Debating talk radio’s tilt to the right

Let’s start where everyone agrees. There are far more conservative voices on the radio than liberal voices. Most people digest this morsel of information with a shoulder shrug. There are, after all, more than 30 other stations on the dial, along with hundreds of choices on satellite radio, and of course limitless options for what you play on your iPod or the CD player in your car.

Political

Columnist

Let’s start where everyone agrees. There are far more conservative voices on the radio than liberal voices. Most people digest this morsel of information with a shoulder shrug. There are, after all, more than 30 other stations on the dial, along with hundreds of choices on satellite radio, and of course limitless options for what you play on your iPod or the CD player in your car.

But in the nation’s capitol, a debate is rising about whether this rightward tilt of talk radio justifies a return of the Fairness Doctrine to get more liberal voices on the radio airwaves. The Fairness Doctrine actually dates back to the late 1940s and the advent of television. At the time, there were far fewer stations on the radio dial and the Federal Communications Commission developed the doctrine to require stations that used the public airwaves to “afford reasonable opportunity for discussion of contrasting points of views on controversial matters…”

The vagueness of the doctrine’s language, the propensity of both Republican and Democratic administrations to use the doctrine to harass stations that opposed them, and the reality that broadcast licenses had to be renewed by the FCC made most broadcasters cautious. Not in terms of balance, but in terms of content. They simply shied away from controversy in general and talk radio in particular.

In the Reagan era, the FCC did away with the Fairness Doctrine, arguing that “the role of the electronic press in our society is the same as that of the printed press. Both are sources of information and viewpoint.” At that time, there were about 400 talk stations in America. In less than 20 years, there would be 1,400.

In other words, more voices everywhere. In the Seattle market, there is far more political content than there was in the 1970s or ‘80s. There are two stations, 570 KVI and KTTH; there’s KIRO, which offers both liberal and more conservative programming, Air America, which is distinctly liberal, and the mostly liberal NPR stations, KUOW and KPLU. Then there’s my station, KOMO 1000 Newsradio, which is primarily a news station with one talk show, The Commentators, Where Ken Schram and I duke it out daily from 10 a.m. to 2 p.m.

I’m not even counting the stations that feature popular talk shows that mostly keep their distance from politics (such as Bob Rivers on KZOK or The T-Man on KUBE).

Progressives complain that they are outgunned. One liberal think tank says that nationally, conservatives outnumber liberals 9-1. Prominent Democrats, from House Speaker Nancy Pelosi to Tom Harkin to Bill Clinton to Michigan Senator Debbie Stabenow (whose husband has been an executive at several liberal talk companies) say that the Fairness Doctrine would level things out. Bill Clinton spoke for most of them when he said that “We either ought to have the Fairness Doctrine or we ought to have more balance on the other side.”

But what if people simply aren’t choosing to listen to it? We have two daily newspapers in Seattle, the liberal Seattle P-I and the more moderate Seattle Times. There is no conservative newspaper. Should the government require one?

Calls for the renewal of the Fairness Doctrine are really demands for the government to use its power to bail out liberal talk radio hosts who in most markets just can’t draw a crowd. Quashing the right of consumers to choose the programming they want isn’t about fairness, it’s about infringing on their freedom. Which strikes me as, well, very illiberal.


| ASSIGNMENT |
Look over the data below and give the number of lines containing the word "subtitle", with no other words.

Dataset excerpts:
==========
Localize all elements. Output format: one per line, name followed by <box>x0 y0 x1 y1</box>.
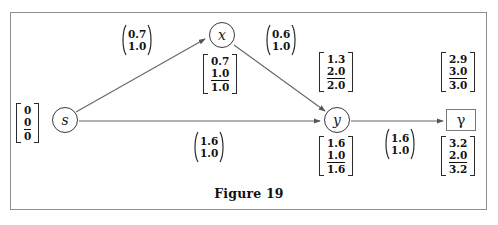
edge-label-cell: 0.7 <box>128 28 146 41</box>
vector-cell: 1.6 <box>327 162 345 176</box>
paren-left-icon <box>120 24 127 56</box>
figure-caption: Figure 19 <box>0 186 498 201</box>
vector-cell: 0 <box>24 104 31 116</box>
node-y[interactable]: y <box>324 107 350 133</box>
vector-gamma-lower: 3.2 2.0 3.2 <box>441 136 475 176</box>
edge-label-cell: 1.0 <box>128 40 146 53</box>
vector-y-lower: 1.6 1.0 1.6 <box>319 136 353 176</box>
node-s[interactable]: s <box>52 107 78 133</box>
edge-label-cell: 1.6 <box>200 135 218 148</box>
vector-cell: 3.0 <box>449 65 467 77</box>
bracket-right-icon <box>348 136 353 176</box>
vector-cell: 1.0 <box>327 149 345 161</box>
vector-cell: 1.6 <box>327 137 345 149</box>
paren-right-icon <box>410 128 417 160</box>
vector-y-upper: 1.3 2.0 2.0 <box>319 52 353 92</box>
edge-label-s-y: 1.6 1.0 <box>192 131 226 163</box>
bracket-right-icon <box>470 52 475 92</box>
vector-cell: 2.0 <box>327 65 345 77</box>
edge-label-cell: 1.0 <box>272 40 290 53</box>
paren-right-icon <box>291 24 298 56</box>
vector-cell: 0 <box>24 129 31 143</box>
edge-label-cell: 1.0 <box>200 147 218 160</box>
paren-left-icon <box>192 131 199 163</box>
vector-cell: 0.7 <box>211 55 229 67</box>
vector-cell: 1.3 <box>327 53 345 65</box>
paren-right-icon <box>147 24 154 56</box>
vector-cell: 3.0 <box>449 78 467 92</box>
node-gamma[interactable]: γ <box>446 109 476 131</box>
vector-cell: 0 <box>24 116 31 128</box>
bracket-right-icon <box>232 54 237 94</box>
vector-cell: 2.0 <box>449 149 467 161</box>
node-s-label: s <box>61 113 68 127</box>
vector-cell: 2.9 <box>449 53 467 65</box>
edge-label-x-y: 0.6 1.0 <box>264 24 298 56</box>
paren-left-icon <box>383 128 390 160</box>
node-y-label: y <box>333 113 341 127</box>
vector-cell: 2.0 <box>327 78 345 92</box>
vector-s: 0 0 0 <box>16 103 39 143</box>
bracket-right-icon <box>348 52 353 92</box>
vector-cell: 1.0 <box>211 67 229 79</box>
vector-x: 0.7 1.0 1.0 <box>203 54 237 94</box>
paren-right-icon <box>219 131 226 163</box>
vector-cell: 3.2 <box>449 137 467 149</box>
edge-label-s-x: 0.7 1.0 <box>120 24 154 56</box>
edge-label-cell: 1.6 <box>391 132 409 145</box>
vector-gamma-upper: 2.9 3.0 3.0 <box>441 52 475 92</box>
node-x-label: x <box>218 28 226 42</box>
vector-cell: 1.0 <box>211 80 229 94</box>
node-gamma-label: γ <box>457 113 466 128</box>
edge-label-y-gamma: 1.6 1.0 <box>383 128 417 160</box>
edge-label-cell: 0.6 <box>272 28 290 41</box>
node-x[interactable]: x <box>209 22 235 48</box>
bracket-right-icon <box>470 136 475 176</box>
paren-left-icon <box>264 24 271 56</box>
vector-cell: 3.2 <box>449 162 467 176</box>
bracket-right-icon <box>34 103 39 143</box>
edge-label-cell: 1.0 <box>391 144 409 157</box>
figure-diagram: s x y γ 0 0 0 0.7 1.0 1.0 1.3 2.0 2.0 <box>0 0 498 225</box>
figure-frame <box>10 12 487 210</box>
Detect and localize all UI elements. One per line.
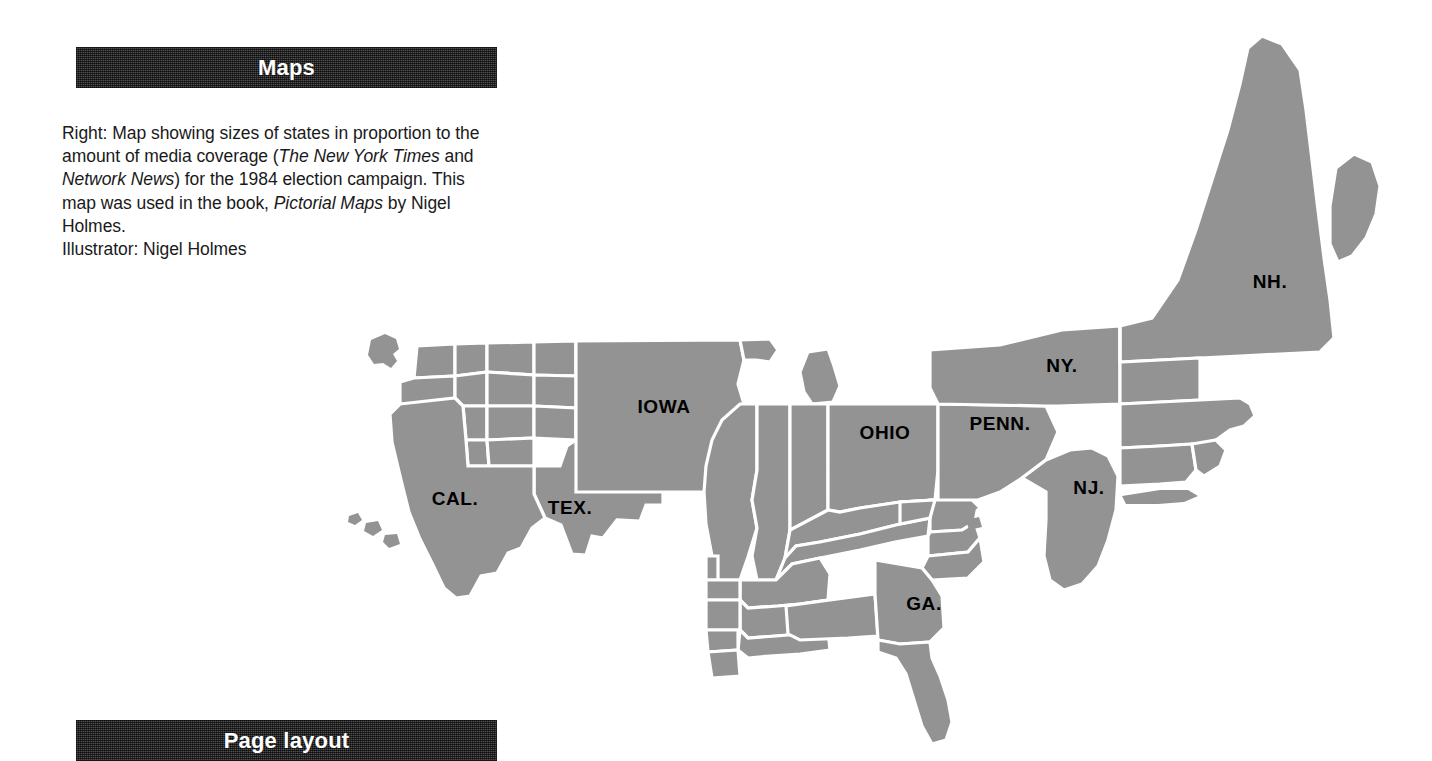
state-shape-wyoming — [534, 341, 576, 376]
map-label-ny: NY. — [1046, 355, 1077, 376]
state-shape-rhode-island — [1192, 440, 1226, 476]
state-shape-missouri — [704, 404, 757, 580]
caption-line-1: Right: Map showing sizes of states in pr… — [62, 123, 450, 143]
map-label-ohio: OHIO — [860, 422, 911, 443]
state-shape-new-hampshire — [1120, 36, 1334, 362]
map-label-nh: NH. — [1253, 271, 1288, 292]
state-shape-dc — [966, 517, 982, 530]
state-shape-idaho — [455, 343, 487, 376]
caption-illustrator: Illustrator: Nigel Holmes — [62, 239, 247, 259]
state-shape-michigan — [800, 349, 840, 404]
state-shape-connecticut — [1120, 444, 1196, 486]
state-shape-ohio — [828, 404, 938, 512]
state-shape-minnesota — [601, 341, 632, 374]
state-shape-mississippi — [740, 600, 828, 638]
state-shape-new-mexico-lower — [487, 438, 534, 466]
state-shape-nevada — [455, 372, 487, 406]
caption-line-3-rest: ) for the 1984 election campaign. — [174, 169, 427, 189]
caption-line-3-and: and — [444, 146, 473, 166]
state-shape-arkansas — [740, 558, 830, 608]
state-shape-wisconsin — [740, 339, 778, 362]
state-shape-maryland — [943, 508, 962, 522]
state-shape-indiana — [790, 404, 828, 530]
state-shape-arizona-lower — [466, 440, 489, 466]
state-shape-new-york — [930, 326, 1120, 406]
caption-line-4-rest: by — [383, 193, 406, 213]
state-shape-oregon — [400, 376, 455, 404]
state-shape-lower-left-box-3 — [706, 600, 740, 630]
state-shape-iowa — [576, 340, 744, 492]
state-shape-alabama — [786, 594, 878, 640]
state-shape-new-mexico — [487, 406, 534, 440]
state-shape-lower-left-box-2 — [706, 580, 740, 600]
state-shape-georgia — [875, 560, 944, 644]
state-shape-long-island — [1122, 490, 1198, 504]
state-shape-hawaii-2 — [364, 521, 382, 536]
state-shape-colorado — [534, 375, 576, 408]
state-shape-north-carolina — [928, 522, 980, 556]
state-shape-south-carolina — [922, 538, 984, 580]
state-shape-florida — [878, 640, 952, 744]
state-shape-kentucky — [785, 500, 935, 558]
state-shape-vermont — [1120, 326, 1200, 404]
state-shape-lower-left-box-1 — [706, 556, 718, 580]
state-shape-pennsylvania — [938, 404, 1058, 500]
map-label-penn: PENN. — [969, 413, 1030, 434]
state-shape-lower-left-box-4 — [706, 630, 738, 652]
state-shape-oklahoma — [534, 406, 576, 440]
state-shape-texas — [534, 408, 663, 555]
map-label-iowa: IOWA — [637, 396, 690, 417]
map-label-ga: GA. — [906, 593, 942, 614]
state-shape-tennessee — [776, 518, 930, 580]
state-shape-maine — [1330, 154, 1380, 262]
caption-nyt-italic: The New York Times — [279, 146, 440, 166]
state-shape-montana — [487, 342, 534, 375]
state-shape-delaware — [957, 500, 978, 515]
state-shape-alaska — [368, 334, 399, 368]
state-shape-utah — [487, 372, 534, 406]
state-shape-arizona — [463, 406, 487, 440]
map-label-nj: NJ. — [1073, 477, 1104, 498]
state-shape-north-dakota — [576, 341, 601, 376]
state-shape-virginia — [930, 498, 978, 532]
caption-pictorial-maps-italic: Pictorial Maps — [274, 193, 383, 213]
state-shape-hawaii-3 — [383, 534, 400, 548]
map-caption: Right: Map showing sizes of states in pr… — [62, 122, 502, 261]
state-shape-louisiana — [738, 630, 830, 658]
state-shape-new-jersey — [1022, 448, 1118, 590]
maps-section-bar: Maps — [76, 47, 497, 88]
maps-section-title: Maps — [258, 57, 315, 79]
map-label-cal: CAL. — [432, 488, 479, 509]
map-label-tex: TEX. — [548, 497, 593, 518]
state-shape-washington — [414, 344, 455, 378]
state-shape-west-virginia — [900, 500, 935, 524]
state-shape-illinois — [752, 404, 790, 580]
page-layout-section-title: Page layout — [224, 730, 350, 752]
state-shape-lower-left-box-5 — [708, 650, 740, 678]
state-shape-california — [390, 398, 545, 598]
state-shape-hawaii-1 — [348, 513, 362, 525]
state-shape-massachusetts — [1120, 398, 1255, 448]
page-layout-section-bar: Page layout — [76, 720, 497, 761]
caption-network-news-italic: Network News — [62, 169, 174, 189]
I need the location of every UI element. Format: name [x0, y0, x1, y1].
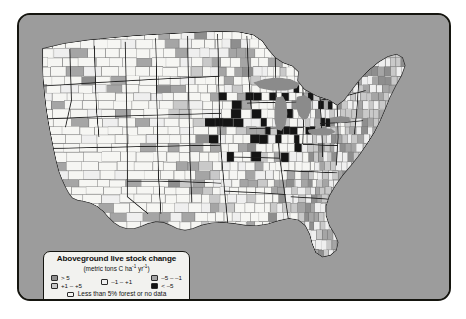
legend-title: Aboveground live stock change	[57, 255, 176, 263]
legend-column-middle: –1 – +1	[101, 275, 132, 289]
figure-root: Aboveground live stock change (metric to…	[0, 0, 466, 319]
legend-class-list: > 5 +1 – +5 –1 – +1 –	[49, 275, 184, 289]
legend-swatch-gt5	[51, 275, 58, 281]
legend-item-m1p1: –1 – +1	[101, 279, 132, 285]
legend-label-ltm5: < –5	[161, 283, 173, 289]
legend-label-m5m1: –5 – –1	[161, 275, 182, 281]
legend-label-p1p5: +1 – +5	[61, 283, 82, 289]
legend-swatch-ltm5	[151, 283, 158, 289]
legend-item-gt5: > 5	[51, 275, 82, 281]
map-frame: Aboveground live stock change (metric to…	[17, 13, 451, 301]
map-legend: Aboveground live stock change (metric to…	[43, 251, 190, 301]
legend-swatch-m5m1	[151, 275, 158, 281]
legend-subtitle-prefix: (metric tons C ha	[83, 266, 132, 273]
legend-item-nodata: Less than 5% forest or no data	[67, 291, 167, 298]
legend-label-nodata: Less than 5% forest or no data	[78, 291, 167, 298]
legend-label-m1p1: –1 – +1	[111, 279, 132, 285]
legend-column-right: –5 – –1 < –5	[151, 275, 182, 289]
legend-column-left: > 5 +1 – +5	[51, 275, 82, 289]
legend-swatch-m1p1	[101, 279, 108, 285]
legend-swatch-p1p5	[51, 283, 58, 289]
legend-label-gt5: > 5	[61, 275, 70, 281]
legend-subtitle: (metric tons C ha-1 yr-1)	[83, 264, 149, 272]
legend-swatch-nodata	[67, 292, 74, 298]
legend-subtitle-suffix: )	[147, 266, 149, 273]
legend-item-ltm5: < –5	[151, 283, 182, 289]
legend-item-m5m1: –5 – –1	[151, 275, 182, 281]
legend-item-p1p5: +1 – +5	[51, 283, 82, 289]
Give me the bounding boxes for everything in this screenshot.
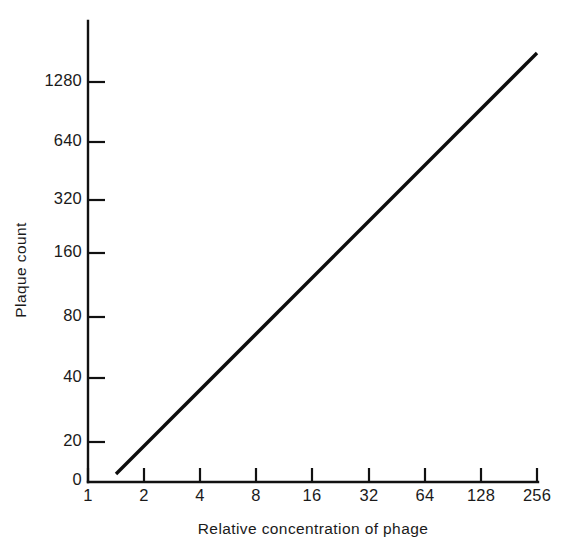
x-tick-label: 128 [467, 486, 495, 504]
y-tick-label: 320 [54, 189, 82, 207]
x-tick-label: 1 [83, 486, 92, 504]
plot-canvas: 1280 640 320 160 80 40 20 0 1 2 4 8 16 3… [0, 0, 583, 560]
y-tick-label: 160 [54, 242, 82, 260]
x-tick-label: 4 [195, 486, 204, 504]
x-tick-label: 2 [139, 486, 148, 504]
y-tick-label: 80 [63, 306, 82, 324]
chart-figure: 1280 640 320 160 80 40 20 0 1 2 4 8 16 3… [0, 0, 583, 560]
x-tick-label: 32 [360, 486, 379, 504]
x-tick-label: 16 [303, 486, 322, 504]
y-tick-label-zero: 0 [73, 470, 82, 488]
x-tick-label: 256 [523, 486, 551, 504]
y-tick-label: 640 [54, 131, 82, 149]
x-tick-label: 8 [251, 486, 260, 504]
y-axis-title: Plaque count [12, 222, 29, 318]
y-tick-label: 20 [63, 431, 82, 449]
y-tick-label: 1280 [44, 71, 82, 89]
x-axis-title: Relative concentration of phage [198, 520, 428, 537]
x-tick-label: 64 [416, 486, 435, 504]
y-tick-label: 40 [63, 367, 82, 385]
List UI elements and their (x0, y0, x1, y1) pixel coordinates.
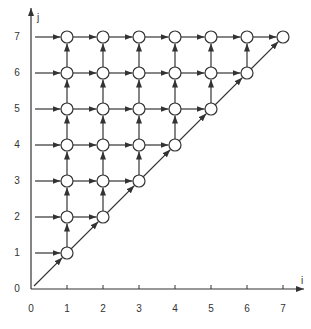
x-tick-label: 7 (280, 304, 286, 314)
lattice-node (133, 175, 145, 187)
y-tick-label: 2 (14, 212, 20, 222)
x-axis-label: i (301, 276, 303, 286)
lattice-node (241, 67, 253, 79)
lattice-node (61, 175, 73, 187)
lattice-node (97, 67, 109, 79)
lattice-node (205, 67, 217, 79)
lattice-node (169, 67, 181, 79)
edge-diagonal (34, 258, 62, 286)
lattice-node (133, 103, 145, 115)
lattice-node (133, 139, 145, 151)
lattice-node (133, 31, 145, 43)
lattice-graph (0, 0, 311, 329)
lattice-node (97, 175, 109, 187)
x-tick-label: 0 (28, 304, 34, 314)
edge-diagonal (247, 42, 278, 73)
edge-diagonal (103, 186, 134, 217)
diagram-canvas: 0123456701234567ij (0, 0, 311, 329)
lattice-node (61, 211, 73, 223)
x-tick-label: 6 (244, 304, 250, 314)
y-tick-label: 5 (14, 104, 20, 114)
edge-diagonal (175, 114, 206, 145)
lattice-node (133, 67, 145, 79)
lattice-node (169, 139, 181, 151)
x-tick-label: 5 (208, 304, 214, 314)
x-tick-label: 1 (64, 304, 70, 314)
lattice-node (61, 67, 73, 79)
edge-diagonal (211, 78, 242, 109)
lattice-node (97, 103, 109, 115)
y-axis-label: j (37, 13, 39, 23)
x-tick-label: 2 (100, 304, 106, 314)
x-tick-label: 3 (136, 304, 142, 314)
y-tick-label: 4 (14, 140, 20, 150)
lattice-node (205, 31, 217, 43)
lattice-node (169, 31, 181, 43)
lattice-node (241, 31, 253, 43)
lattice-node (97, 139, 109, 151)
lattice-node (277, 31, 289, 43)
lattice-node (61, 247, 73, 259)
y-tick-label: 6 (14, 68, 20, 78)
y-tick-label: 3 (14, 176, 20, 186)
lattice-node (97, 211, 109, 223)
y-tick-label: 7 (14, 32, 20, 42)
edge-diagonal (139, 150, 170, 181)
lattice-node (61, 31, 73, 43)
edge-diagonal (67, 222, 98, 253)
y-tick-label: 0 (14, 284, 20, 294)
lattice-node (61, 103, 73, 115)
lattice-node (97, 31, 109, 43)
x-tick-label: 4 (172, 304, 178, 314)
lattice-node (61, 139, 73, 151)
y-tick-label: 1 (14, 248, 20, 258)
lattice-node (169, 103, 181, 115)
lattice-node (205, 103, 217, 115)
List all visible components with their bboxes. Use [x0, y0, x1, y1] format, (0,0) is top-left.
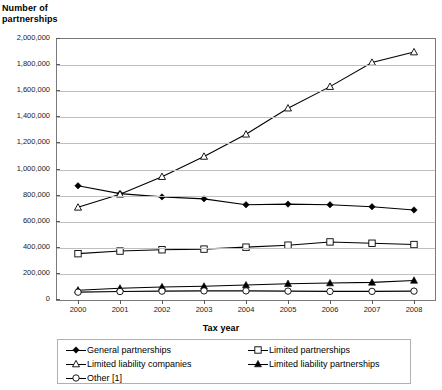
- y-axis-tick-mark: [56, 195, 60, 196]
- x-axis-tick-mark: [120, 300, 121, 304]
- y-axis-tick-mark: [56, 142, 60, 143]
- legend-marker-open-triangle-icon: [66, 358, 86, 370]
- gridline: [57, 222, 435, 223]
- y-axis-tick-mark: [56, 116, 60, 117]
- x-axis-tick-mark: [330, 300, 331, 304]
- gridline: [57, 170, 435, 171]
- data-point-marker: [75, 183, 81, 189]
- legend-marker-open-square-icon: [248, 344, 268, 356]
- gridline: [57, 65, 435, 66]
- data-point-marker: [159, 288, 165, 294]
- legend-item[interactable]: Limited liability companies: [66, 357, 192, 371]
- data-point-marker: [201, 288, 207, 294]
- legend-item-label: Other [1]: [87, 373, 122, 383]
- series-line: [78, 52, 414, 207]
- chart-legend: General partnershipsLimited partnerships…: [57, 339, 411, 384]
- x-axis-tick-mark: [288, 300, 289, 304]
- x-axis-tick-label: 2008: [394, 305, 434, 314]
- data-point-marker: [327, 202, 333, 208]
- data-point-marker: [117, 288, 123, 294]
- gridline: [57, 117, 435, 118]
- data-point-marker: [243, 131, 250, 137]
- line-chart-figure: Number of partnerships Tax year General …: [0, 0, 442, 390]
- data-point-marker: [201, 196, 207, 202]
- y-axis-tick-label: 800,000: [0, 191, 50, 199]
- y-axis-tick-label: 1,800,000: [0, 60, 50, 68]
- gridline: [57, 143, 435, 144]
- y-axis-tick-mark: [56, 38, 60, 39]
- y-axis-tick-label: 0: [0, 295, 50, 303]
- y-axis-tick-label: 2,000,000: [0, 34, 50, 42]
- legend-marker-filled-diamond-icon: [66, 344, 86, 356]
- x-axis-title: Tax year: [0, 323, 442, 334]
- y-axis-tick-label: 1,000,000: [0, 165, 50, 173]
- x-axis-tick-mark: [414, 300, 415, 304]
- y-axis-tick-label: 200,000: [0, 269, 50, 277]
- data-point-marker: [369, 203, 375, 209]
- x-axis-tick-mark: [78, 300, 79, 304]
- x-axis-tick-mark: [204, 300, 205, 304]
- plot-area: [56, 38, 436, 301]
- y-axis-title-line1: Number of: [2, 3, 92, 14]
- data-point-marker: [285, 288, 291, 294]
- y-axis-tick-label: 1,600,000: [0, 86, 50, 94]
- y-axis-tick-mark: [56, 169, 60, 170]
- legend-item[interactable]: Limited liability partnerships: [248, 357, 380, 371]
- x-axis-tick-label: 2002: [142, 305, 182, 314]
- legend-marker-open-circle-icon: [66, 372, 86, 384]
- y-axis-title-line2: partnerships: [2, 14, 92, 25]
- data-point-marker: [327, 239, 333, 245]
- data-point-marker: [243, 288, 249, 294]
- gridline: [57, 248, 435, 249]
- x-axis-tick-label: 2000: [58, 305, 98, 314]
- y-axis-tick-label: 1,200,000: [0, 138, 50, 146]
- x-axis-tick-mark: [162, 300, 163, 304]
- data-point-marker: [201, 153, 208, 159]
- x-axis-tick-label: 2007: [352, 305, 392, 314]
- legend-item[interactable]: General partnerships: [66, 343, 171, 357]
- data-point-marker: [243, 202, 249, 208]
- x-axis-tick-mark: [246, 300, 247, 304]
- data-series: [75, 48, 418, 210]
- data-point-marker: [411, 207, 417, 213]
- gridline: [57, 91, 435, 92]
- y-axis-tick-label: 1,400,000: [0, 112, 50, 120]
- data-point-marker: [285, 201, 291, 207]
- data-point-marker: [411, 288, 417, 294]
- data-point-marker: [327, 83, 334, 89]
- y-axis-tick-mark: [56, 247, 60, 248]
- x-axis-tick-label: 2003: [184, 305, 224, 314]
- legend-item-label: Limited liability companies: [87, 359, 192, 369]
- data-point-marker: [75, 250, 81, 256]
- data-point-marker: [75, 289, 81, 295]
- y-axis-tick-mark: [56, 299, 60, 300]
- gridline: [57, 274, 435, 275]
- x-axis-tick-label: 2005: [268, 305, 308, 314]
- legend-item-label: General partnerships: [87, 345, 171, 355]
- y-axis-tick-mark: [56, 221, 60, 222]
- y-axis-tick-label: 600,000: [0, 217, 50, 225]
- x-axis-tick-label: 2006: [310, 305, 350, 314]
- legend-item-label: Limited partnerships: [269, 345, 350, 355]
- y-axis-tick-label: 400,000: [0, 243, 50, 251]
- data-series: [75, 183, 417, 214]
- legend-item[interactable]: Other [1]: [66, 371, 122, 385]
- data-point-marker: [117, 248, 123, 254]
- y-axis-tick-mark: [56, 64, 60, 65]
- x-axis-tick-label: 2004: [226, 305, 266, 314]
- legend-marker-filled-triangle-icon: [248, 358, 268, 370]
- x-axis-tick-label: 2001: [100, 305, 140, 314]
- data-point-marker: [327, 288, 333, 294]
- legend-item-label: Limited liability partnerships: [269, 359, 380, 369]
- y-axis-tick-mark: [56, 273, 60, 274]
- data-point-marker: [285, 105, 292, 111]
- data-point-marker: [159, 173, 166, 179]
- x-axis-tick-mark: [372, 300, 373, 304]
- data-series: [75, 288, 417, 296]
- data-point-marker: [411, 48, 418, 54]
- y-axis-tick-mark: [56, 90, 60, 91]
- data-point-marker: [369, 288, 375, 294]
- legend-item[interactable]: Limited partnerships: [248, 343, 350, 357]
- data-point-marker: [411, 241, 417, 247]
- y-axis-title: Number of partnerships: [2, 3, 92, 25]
==========
| SOLUTION |
3